5. Equal spacing of plants within the rows. When the John Deere 494A and other planters were in their heyday in the 1960s, the goal was still to space plants evenly. It would be some 30 years before Bob Nielsen at Purdue University would prove how much uneven spacing costs in terms of yield. His work still applies.

6. Disease and insect tolerance. If you look at seed brochures from the 1960s, they stressed how hybrids stood up to specific diseases and insects. This was 30 years before built-in Bt insect protection, but planning to control insect and disease threats with current technology was crucial then and still is now.
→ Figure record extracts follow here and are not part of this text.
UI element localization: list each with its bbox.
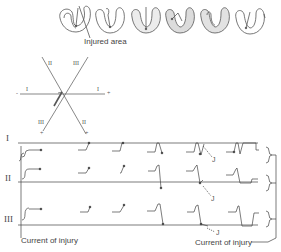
brace-III (22, 208, 29, 220)
lead-III-label: III (4, 214, 13, 224)
axis-I-right-label: I (97, 86, 99, 92)
heart-2 (96, 8, 125, 33)
axis-II-top-label: II (48, 60, 52, 66)
right-brace-II (266, 175, 272, 191)
right-bracket (251, 155, 276, 242)
lead-II-label: II (5, 173, 11, 183)
diagram-canvas (0, 0, 281, 252)
current-of-injury-right-label: Current of injury (195, 238, 252, 247)
injured-area-label: Injured area (84, 37, 127, 46)
current-of-injury-left-label: Current of injury (21, 236, 78, 245)
heart-5 (201, 8, 230, 33)
heart-4 (166, 8, 195, 33)
hexaxial-diagram (20, 57, 105, 134)
axis-plus-sign: + (107, 90, 110, 96)
axis-II-bottom-label: II (82, 119, 86, 125)
heart-3 (132, 7, 161, 33)
axis-III-bottom-label: III (38, 119, 44, 125)
right-brace-I (266, 147, 272, 163)
axis-plus-III: + (40, 130, 43, 136)
heart-1 (60, 6, 91, 32)
j-point-label-1: J (212, 156, 216, 163)
axis-plus-II: + (85, 130, 88, 136)
ecg-panel (18, 142, 276, 242)
j-pointer-2 (203, 186, 211, 196)
j-pointer-1 (203, 146, 212, 157)
axis-I-left-label: I (26, 86, 28, 92)
j-point-label-3: J (216, 229, 220, 236)
axis-III-top-label: III (73, 60, 79, 66)
j-point-label-2: J (211, 195, 215, 202)
heart-6 (236, 9, 265, 34)
heart-series (60, 6, 265, 38)
j-pointer-3 (207, 228, 215, 232)
lead-I-label: I (6, 133, 9, 143)
axis-minus-sign: - (16, 90, 18, 96)
right-brace-III (266, 211, 272, 227)
brace-II (22, 169, 29, 179)
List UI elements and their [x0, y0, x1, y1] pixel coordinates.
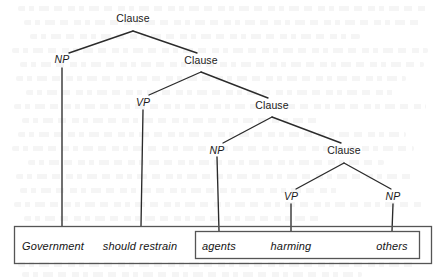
edge-clause3-clause4 — [272, 117, 341, 143]
edge-clause4-np3 — [344, 163, 391, 189]
leaf-agents: agents — [202, 240, 236, 252]
edge-clause3-np2 — [223, 117, 272, 143]
node-clause-2: Clause — [184, 54, 217, 66]
edge-np2-agents — [217, 157, 219, 231]
node-clause-3: Clause — [255, 99, 288, 111]
node-np-subject: NP — [55, 53, 70, 65]
edge-vp1-restrain — [141, 110, 143, 226]
leaf-should-restrain: should restrain — [103, 240, 177, 252]
edge-clause2-vp1 — [149, 72, 201, 95]
tree-edges-and-boxes — [0, 0, 442, 279]
node-clause-4: Clause — [327, 144, 360, 156]
syntax-tree-figure: Clause NP Clause VP Clause NP Clause VP … — [0, 0, 442, 279]
node-vp-1: VP — [136, 96, 150, 108]
node-np-others: NP — [386, 190, 401, 202]
node-vp-2: VP — [284, 190, 298, 202]
leaf-government: Government — [22, 240, 84, 252]
edge-clause2-clause3 — [201, 72, 268, 98]
edge-clause4-vp2 — [296, 163, 344, 189]
edge-clause1-clause2 — [133, 31, 197, 53]
edge-clause1-np1 — [69, 31, 133, 53]
leaf-others: others — [376, 240, 407, 252]
node-np-agents: NP — [210, 144, 225, 156]
tree-branches — [62, 31, 393, 231]
node-clause-root: Clause — [116, 12, 149, 24]
leaf-harming: harming — [271, 240, 312, 252]
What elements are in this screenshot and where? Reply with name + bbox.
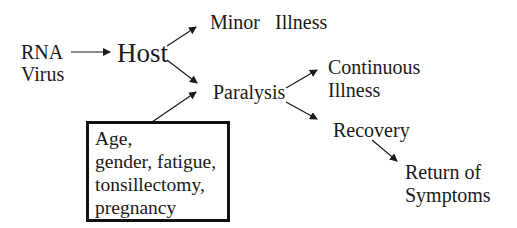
node-rna-virus-line1: RNA: [21, 42, 63, 62]
diagram-canvas: RNA Virus Host Minor Illness Paralysis C…: [0, 0, 517, 228]
node-paralysis: Paralysis: [213, 82, 285, 102]
node-recovery: Recovery: [333, 120, 410, 140]
arrow-paralysis-to-continuous: [286, 70, 317, 88]
node-return-of-symptoms-line1: Return of: [405, 162, 481, 182]
risk-factor-line: tonsillectomy,: [89, 173, 227, 196]
risk-factor-line: pregnancy: [89, 196, 227, 219]
risk-factor-line: Age,: [89, 127, 227, 150]
risk-factor-line: gender, fatigue,: [89, 150, 227, 173]
node-rna-virus-line2: Virus: [21, 64, 64, 84]
node-host: Host: [117, 40, 168, 67]
arrow-recovery-to-return: [372, 140, 397, 161]
arrow-paralysis-to-recovery: [286, 102, 317, 119]
arrow-factors-to-paralysis: [152, 92, 196, 122]
node-continuous-illness-line2: Illness: [328, 80, 380, 100]
node-minor-illness: Minor Illness: [210, 12, 327, 32]
risk-factors-box: Age, gender, fatigue, tonsillectomy, pre…: [86, 121, 230, 222]
arrow-host-to-paralysis: [167, 60, 197, 83]
node-continuous-illness-line1: Continuous: [328, 57, 420, 77]
node-return-of-symptoms-line2: Symptoms: [405, 185, 491, 205]
arrow-host-to-minor-illness: [167, 27, 196, 46]
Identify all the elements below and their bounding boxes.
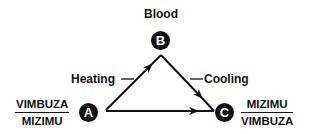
arrow-cooling — [161, 55, 202, 98]
fraction-c-numerator: MIZIMU — [241, 97, 293, 113]
node-a: A — [79, 103, 98, 122]
arrow-heating — [106, 64, 152, 110]
cooling-label: Cooling — [204, 72, 249, 86]
fraction-c: MIZIMU VIMBUZA — [241, 97, 293, 128]
fraction-a-numerator: VIMBUZA — [15, 97, 69, 113]
fraction-a-denominator: MIZIMU — [15, 113, 69, 128]
node-c: C — [215, 103, 234, 122]
node-b: B — [151, 31, 170, 50]
fraction-c-denominator: VIMBUZA — [241, 113, 293, 128]
fraction-a: VIMBUZA MIZIMU — [15, 97, 69, 128]
blood-label: Blood — [144, 7, 178, 21]
heating-label: Heating — [71, 72, 115, 86]
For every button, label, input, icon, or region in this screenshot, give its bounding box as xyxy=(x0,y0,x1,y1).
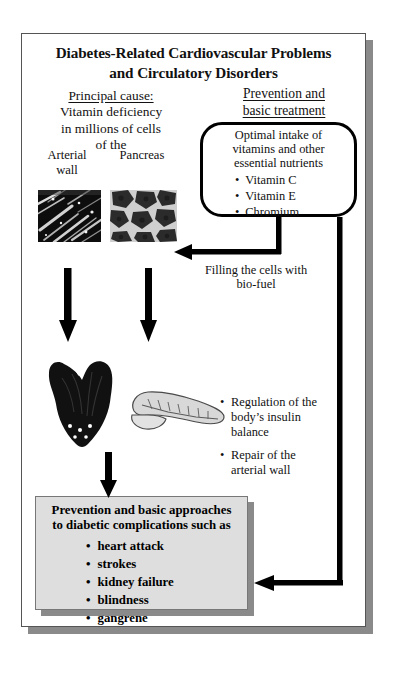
list-item: Repair of the arterial wall xyxy=(220,448,332,478)
treatment-box-heading-line-1: Optimal intake of xyxy=(205,128,352,142)
filling-cells-caption: Filling the cells with bio-fuel xyxy=(185,263,327,292)
filling-cells-caption-line-2: bio-fuel xyxy=(185,277,327,291)
list-item: kidney failure xyxy=(86,574,174,592)
list-item: Chromium xyxy=(235,204,299,220)
arterial-wall-micrograph xyxy=(38,190,101,242)
page-title-line-1: Diabetes-Related Cardiovascular Problems xyxy=(26,43,361,63)
pancreas-tissue-micrograph xyxy=(110,190,177,242)
list-item: heart attack xyxy=(86,538,174,556)
list-item: Vitamin E xyxy=(235,188,299,204)
complications-list: heart attack strokes kidney failure blin… xyxy=(86,538,174,628)
arterial-wall-caption: Arterial wall xyxy=(36,148,98,178)
prevention-heading-line-2: basic treatment xyxy=(243,103,326,118)
treatment-box-heading: Optimal intake of vitamins and other ess… xyxy=(205,128,352,170)
principal-cause-line-2: in millions of cells xyxy=(36,121,186,137)
complications-box-title-line-1: Prevention and basic approaches xyxy=(39,503,244,518)
principal-cause-line-1: Vitamin deficiency xyxy=(36,104,186,120)
pancreas-caption: Pancreas xyxy=(104,148,180,163)
list-item: strokes xyxy=(86,556,174,574)
outcomes-list: Regulation of the body’s insulin balance… xyxy=(220,395,332,485)
pancreas-organ-illustration xyxy=(128,385,226,433)
page-title: Diabetes-Related Cardiovascular Problems… xyxy=(26,43,361,83)
heart-illustration xyxy=(44,358,118,450)
list-item: gangrene xyxy=(86,610,174,628)
prevention-heading-line-1: Prevention and xyxy=(243,86,325,101)
principal-cause-heading: Principal cause: xyxy=(36,88,186,104)
filling-cells-caption-line-1: Filling the cells with xyxy=(185,263,327,277)
diagram-page: Diabetes-Related Cardiovascular Problems… xyxy=(0,0,393,684)
list-item: Vitamin C xyxy=(235,172,299,188)
list-item: blindness xyxy=(86,592,174,610)
page-title-line-2: and Circulatory Disorders xyxy=(26,63,361,83)
complications-box-title: Prevention and basic approaches to diabe… xyxy=(39,503,244,534)
principal-cause-block: Principal cause: Vitamin deficiency in m… xyxy=(36,88,186,154)
complications-box-title-line-2: to diabetic complications such as xyxy=(39,518,244,533)
arterial-wall-caption-line-2: wall xyxy=(36,163,98,178)
treatment-box-heading-line-3: essential nutrients xyxy=(205,156,352,170)
prevention-heading: Prevention and basic treatment xyxy=(209,85,359,119)
treatment-box-heading-line-2: vitamins and other xyxy=(205,142,352,156)
list-item: Regulation of the body’s insulin balance xyxy=(220,395,332,440)
arterial-wall-caption-line-1: Arterial xyxy=(36,148,98,163)
nutrient-list: Vitamin C Vitamin E Chromium xyxy=(235,172,299,220)
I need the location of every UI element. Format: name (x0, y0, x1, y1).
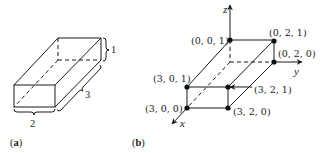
dimension-brace-height: 1 (103, 38, 116, 61)
figure-canvas: 1 3 2 (a) z y x (0, 0, 1) (0, 2, 1 (0, 0, 325, 153)
label-point-020: (0, 2, 0) (278, 48, 316, 59)
point-021 (271, 38, 276, 43)
brace-width-icon (14, 109, 55, 115)
label-point-001: (0, 0, 1) (191, 35, 229, 46)
label-point-301: (3, 0, 1) (153, 73, 191, 84)
height-label: 1 (111, 44, 116, 55)
dimension-brace-width: 2 (14, 109, 55, 129)
y-axis-label: y (293, 65, 299, 77)
edge-top-left-depth (187, 40, 230, 87)
point-301 (184, 84, 189, 89)
point-300 (184, 105, 189, 110)
length-label: 3 (85, 89, 90, 100)
box-front-face (14, 85, 55, 107)
label-point-021: (0, 2, 1) (269, 27, 307, 38)
box-hidden-depth-edge (14, 60, 58, 107)
edge-top-right-depth (228, 40, 274, 87)
box-front-face (187, 87, 228, 108)
caption-a: (a) (10, 137, 23, 149)
caption-b: (b) (132, 137, 145, 149)
z-axis-label: z (222, 3, 228, 15)
point-020 (271, 59, 276, 64)
box-right-side (55, 38, 101, 107)
label-point-320: (3, 2, 0) (233, 106, 271, 117)
point-320 (225, 105, 230, 110)
point-321 (225, 84, 230, 89)
brace-height-icon (103, 38, 109, 61)
x-axis-label: x (179, 117, 185, 129)
label-point-300: (3, 0, 0) (145, 103, 183, 114)
brace-length-icon (57, 65, 101, 111)
x-axis-hidden (187, 62, 230, 108)
label-point-321: (3, 2, 1) (254, 84, 292, 95)
dimension-brace-length: 3 (57, 65, 101, 111)
width-label: 2 (30, 118, 35, 129)
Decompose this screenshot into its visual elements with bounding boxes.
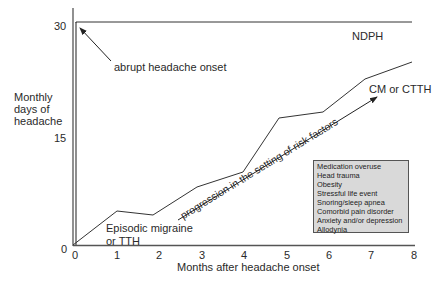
y-axis-label-3: headache <box>14 115 62 127</box>
ndph-line <box>76 22 412 23</box>
abrupt-onset-label: abrupt headache onset <box>114 61 227 73</box>
y-axis-label-2: days of <box>14 103 49 115</box>
x-tick: 1 <box>107 249 127 261</box>
x-tick: 2 <box>149 249 169 261</box>
y-axis-label-1: Monthly <box>14 91 53 103</box>
x-tick: 4 <box>234 249 254 261</box>
episodic-label-1: Episodic migraine <box>106 222 193 234</box>
risk-factor: Medication overuse <box>317 162 405 171</box>
x-tick: 6 <box>319 249 339 261</box>
x-tick: 5 <box>277 249 297 261</box>
x-tick: 0 <box>65 249 85 261</box>
ndph-label: NDPH <box>352 30 383 42</box>
cm-ctth-label: CM or CTTH <box>369 83 431 95</box>
risk-factor: Snoring/sleep apnea <box>317 198 405 207</box>
x-axis-label: Months after headache onset <box>177 261 319 273</box>
risk-factor: Obesity <box>317 180 405 189</box>
y-tick-15: 15 <box>54 132 66 144</box>
x-tick: 8 <box>404 249 424 261</box>
abrupt-onset-arrow <box>80 28 111 61</box>
risk-factors-box: Medication overuse Head trauma Obesity S… <box>313 160 409 233</box>
y-tick-30: 30 <box>54 20 66 32</box>
episodic-label-2: or TTH <box>106 235 140 247</box>
risk-factor: Head trauma <box>317 171 405 180</box>
risk-factor: Comorbid pain disorder <box>317 207 405 216</box>
x-tick: 3 <box>192 249 212 261</box>
risk-factor: Anxiety and/or depression <box>317 216 405 225</box>
risk-factor: Stressful life event <box>317 189 405 198</box>
x-tick: 7 <box>361 249 381 261</box>
risk-factor: Allodynia <box>317 225 405 234</box>
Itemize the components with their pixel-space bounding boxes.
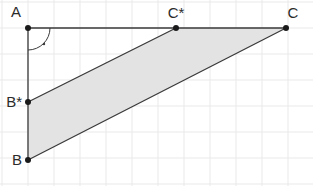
right-angle-marker-layer xyxy=(28,28,50,50)
vertex-point-C xyxy=(283,25,289,31)
geometry-canvas: AB*BC*C xyxy=(0,0,313,186)
vertex-label-B: B xyxy=(12,151,22,168)
geometry-figure: AB*BC*C xyxy=(0,0,313,186)
vertex-point-B xyxy=(25,157,31,163)
right-angle-at-A-dot xyxy=(43,43,45,45)
right-angle-at-A-arc xyxy=(28,28,50,50)
vertex-label-Bstar: B* xyxy=(6,93,22,110)
vertex-point-Bstar xyxy=(25,99,31,105)
vertex-point-Cstar xyxy=(173,25,179,31)
vertex-label-A: A xyxy=(11,3,21,20)
vertex-label-Cstar: C* xyxy=(168,4,185,21)
vertex-point-A xyxy=(25,25,31,31)
vertex-label-C: C xyxy=(288,4,299,21)
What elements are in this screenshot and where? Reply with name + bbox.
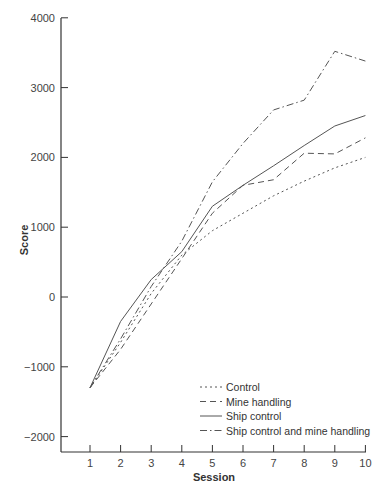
x-tick-label: 2 [118,457,124,469]
legend-label: Ship control [226,410,281,422]
y-axis-label: Score [18,225,30,256]
x-tick-label: 10 [359,457,371,469]
series-line-ship-control [90,116,365,388]
legend-label: Control [226,381,260,393]
y-tick-label: 2000 [31,151,55,163]
x-tick-label: 7 [271,457,277,469]
series-lines [90,51,365,387]
series-line-mine-handling [90,138,365,388]
x-axis-label: Session [193,471,235,483]
y-tick-label: −1000 [24,361,55,373]
legend: ControlMine handlingShip controlShip con… [200,381,370,437]
axes: −2000−10000100020003000400012345678910 [24,12,371,469]
x-tick-label: 8 [301,457,307,469]
y-tick-label: 0 [49,291,55,303]
series-line-ship-control-and-mine-handling [90,51,365,387]
y-tick-label: −2000 [24,431,55,443]
x-tick-label: 1 [87,457,93,469]
y-tick-label: 3000 [31,82,55,94]
line-chart: −2000−10000100020003000400012345678910 C… [0,0,380,487]
x-tick-label: 9 [332,457,338,469]
legend-label: Mine handling [226,396,292,408]
y-tick-label: 4000 [31,12,55,24]
y-tick-label: 1000 [31,221,55,233]
x-tick-label: 4 [179,457,185,469]
x-tick-label: 5 [209,457,215,469]
legend-label: Ship control and mine handling [226,425,370,437]
x-tick-label: 6 [240,457,246,469]
x-tick-label: 3 [148,457,154,469]
series-line-control [90,157,365,387]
7. Soil compaction. Did soils compact in the 1960s? The 1970s? The 1980s? You bet they did. It wasn’t as obvious because more farmers still included other crops in rotations, at least in the 1960s, and equipment, while growing larger, wasn’t as heavy as machinery today. Since Purdue’s Gary Steinhardt and others proved in the early 1980s that “tall corn, short corn” was usually caused by soil compaction, minimizing soil compaction has become an important part of any high-yield game plan.

Nanda is director of genetics for Seed Genetics Direct, Jeffersonville, Ohio Email him at [email protected] or call 317-910-9876.

About the Author(s)

Dave Nanda

Dave Nanda is director of genetics for Seed Genetics Direct, Jeffersonville, Ohio. Email [email protected] or call 317-910-9876. Please leave a message.